Native American Medicine – A Disappearing Science

A New Spotlight on Native Americans’ Forced Conversion to Christianity August 2022

A New Spotlight on Native Americans

The recent visit of the Pope to Canada and the apologies that were made for the forced conversion of the Indigenous people to Christianity and the accompanying loss of their lives, religion, language, socio-cultural complexity, and traditions have refocused the spotlight on the way the Native American tribes were attacked and almost destroyed when America was a young country.
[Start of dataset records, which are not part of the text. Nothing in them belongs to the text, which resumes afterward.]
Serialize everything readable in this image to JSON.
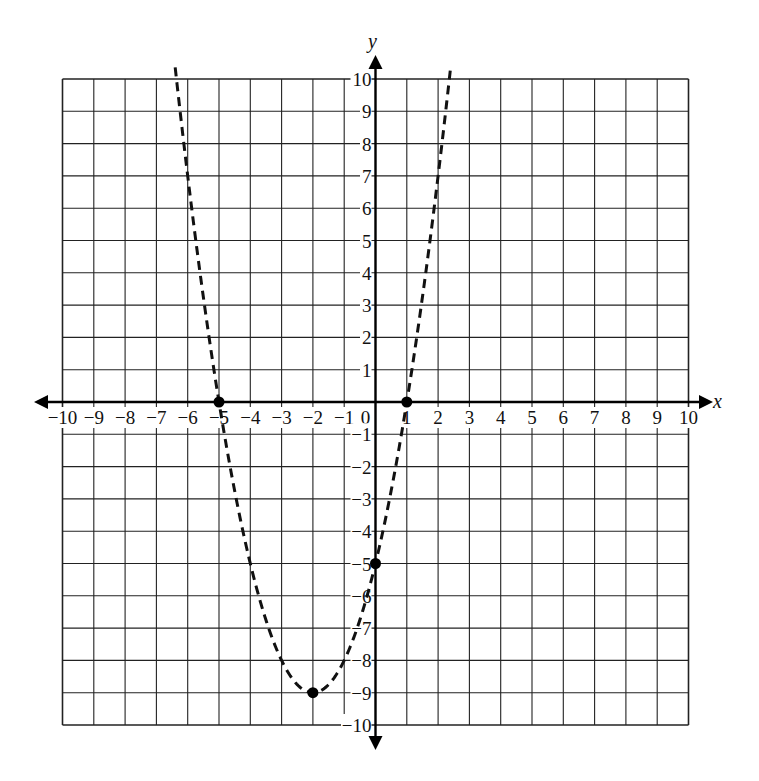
{
  "chart_data": {
    "type": "line",
    "title": "",
    "xlabel": "x",
    "ylabel": "y",
    "xlim": [
      -10,
      10
    ],
    "ylim": [
      -10,
      10
    ],
    "grid": true,
    "x_ticks": [
      -10,
      -9,
      -8,
      -7,
      -6,
      -5,
      -4,
      -3,
      -2,
      -1,
      0,
      1,
      2,
      3,
      4,
      5,
      6,
      7,
      8,
      9,
      10
    ],
    "y_ticks": [
      -10,
      -9,
      -8,
      -7,
      -6,
      -5,
      -4,
      -3,
      -2,
      -1,
      1,
      2,
      3,
      4,
      5,
      6,
      7,
      8,
      9,
      10
    ],
    "series": [
      {
        "name": "parabola y = (x+2)^2 - 9",
        "style": "dashed",
        "color": "#111111",
        "equation": {
          "a": 1,
          "h": -2,
          "k": -9
        },
        "x_range": [
          -6.4,
          2.4
        ]
      }
    ],
    "points": [
      {
        "label": "x-intercept",
        "x": -5,
        "y": 0
      },
      {
        "label": "x-intercept",
        "x": 1,
        "y": 0
      },
      {
        "label": "y-intercept",
        "x": 0,
        "y": -5
      },
      {
        "label": "vertex",
        "x": -2,
        "y": -9
      }
    ]
  },
  "layout": {
    "x0_px": 375.5,
    "y0_px": 402,
    "x_unit_px": 31.3,
    "y_unit_px": 32.3,
    "grid_color": "#222222",
    "axis_color": "#000000"
  }
}
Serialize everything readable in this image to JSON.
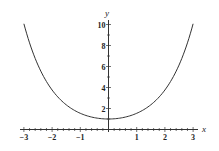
{
  "chart_data": {
    "type": "line",
    "title": "",
    "xlabel": "x",
    "ylabel": "y",
    "xlim": [
      -3,
      3
    ],
    "ylim": [
      0,
      10
    ],
    "grid": false,
    "legend": null,
    "function": "cosh(x)",
    "x_ticks": [
      -3,
      -2,
      -1,
      1,
      2,
      3
    ],
    "x_tick_labels": [
      "−3",
      "−2",
      "−1",
      "1",
      "2",
      "3"
    ],
    "y_ticks": [
      2,
      4,
      6,
      8,
      10
    ],
    "y_tick_labels": [
      "2",
      "4",
      "6",
      "8",
      "10"
    ],
    "series": [
      {
        "name": "y = cosh(x)",
        "x": [
          -3,
          -2.5,
          -2,
          -1.5,
          -1,
          -0.5,
          0,
          0.5,
          1,
          1.5,
          2,
          2.5,
          3
        ],
        "y": [
          10.07,
          6.13,
          3.76,
          2.35,
          1.54,
          1.13,
          1.0,
          1.13,
          1.54,
          2.35,
          3.76,
          6.13,
          10.07
        ]
      }
    ],
    "colors": {
      "curve": "#333333",
      "axes": "#333333"
    }
  }
}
What Really Happened and Why

Like much of history, there are conflicting records and accounts of how the Native Americans were treated by colonial powers and their competing religious institutionsand why. Colonial powers were indeed at fault, as they sought to expand their empires, and their prejudices and religious bigotry of the time, which still has its echoes today, created an atmosphere which lent itself to the belief that the original inhabitants of the “New World” were heathen savages. The Crusades of the 12thcentury laid the foundation for the belief that it was the duty of the “civilized” Europeans to take control of the lands that were “holy” to Christianity. The fact that they were also considered holy by Muslims and Jewswas of no consequence. Size and might were right, and since history is written by the victors, the legends of the noble crusades, the Knights Templars, King Richard the Lion heart, and the participating kingdoms and papacy, all became part of the justification that it was the duty of Christianity to convert those of other beliefs to the only “true” faith. And history records that the descendant European powers of the Crusaders that might was justified andright.

When the Settlers Came...

When the Pilgrim and Puritan European settlers first arrived in what was to be the United States of America between 1620 and 1640, they were a tight close-knit communities, unsure of what awaited them in the New World, and how they should interact with the “natives”. These settlers, by virtue of the skills they brought with them, and the hard work they put in, were able to survive with the help of the local tribes. The history of the early interaction between the settlers and Native Americans is not well documented. The story of Thanksgiving when both sides sat together to enjoy the rich harvests from the land was taken as gospel for many years, but the veracity of the legend is now being questioned.

As the numbers of the colonizers grew, they began to expand over the land. This brought about contact with other interior Tribes who, while they had established confederacies and trading networks amongst themselves, had evolved into many distinct social and cultural nations, each living independently within their respective homelands. Although these tribes had at times fought each other over the years, these battles were over stolen horses and property, death of a warrior, or for incursions into their homelands and food resources. There is no evidence of tribes warring over religious beliefs.

The settlers wanted more land, but along with this, they wanted it to be “Christian” land where there was no space for “heathen” beliefs. That meant either isolating the Natives onto reservations where they could be sequestered away from “civilized” society or converting them to make them part of the “civilization.” The fact that Native societies with religious systems that had been in existence for thousands of years (evenbefore the advent of Christianity) was being destroyed was of viewed with contempt and sacrilegious by the settlers who determined that it was their duty to civilize the natives, for their own good. The fact that the converts were never more than wards of the government, was of no importance – for the settlers, it was still better than the “heathen” state the natives had been in earlier.

And so, the stage was set for the rampant religious and ideological transformation of the Native American Tribes, involving forced conversions and the tearing apart of families so that the children could be taught to think and behavelike the settlersby sending them to Indian Boarding Schools.

Native Americans today are fighting back, not against any religion, but against the loss of their culture and society. Many of the tribes, while being partially integrated into the America cultureof today, are working towards empowering Native Americans to revitalize their languages and traditions and reinvigorate the society they almost completely lost into the modern world they now live in.